For poorer countries, climate change “could be the straw that breaks the camel’s back,” Fingar said, while the United States will face “Dust Bowl” conditions in the parched Southwest.
Always glad to see somebody serious understands what is coming (see “NOAA stunner: Climate change “largely irreversible for 1000 years,” with permanent Dust Bowls in Southwest and around the globe“).

Let’s hope some sanity prevails in the Senate. We cannot afford to embrace the conservative policy of unilaterally disarming in the face of this gravest of threats.
grist.org



To: Mac Con Ulaidh who wrote (4357)10/7/2009 12:33:05 AM
From: Wharf Rat  Read Replies (1) | Respond to of 49090
 
I caught a show on History Channel about the geology of Loch Ness. Back in the day, we used to own Scotland.

S01E04 - Loch Ness
Home to the legend of the Loch Ness Monster, this lake holds more water than any other lake in Britain. It's only 10,000 years old, but billions of years in the making. Trace the extraordinary story of Loch Ness: from the three billion year old bedrock of Northern Scotland, to the giant glaciers that carved out the Loch. On this incredible journey we reveal that Loch Ness was once part of America, giant dinosaurs, suspiciously similar to the fabled monster once roamed the area, and that the entire region was engulfed by huge volcanic eruptions as Scotland was ripped from its birth place on the American continent . Could the mythical Loch Ness monster be a descendant of the dinosaurs, somehow surviving in the murky waters of the loch?*
downarchive.com

One of the most amazing facts about our geological past is that Scotland was separated from England and Wales during much of their early history by an ocean, once as wide as the North Atlantic. This ocean, named Iapetus after the father of Atlas, has of course long disappeared, but it existed between about 570 and 430 million years ago. At that time Scotland was still part of North America - the Laurentian continent - and lay south of the equator. The seaway which existed between the converging continents narrowed until they collided and subsequently mountains were created in place of the vanished ocean. Scotland still carries the legacy of these events. The Highlands are the eroded roots of that mountain belt formed when these continents collided.

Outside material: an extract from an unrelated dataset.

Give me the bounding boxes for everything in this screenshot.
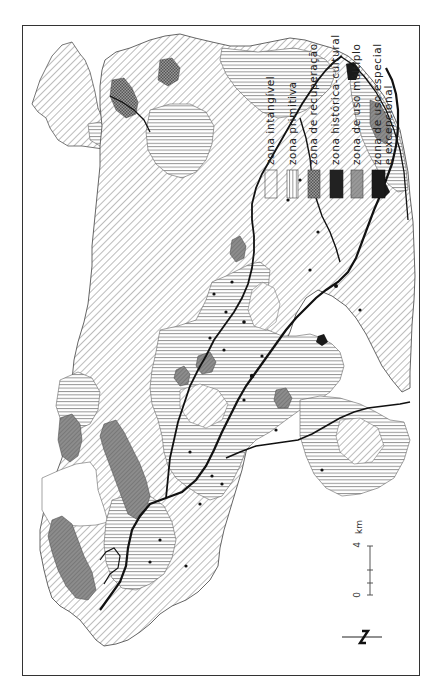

Since late Devonian times Scotland has drifted progressively northwards through equitorial latitudes with various global dancing partners. Up to Jurassic times it formed part of large continental masses called Laurussia and Pangaea. Pangaea was a global supercontinent which only began to break up in the Jurassic with the opening of the central part of the embryo Atlantic Ocean. Scotland subsequently joined its current continental companions, collectively called Eurasia only some 65 million years ago. At that time, opening of the northern part of the Atlantic Ocean caused it to drift eastwards away from America, Canada and Greenland, to whom it had been attached for the previous 1000 million years. The separation was marked by great outpourings of basalt lavas.

snh.org.uk

*Spoiler alert...no; Loch Ness is only 10,000 years old. Dinos extinctified 65 M years ago.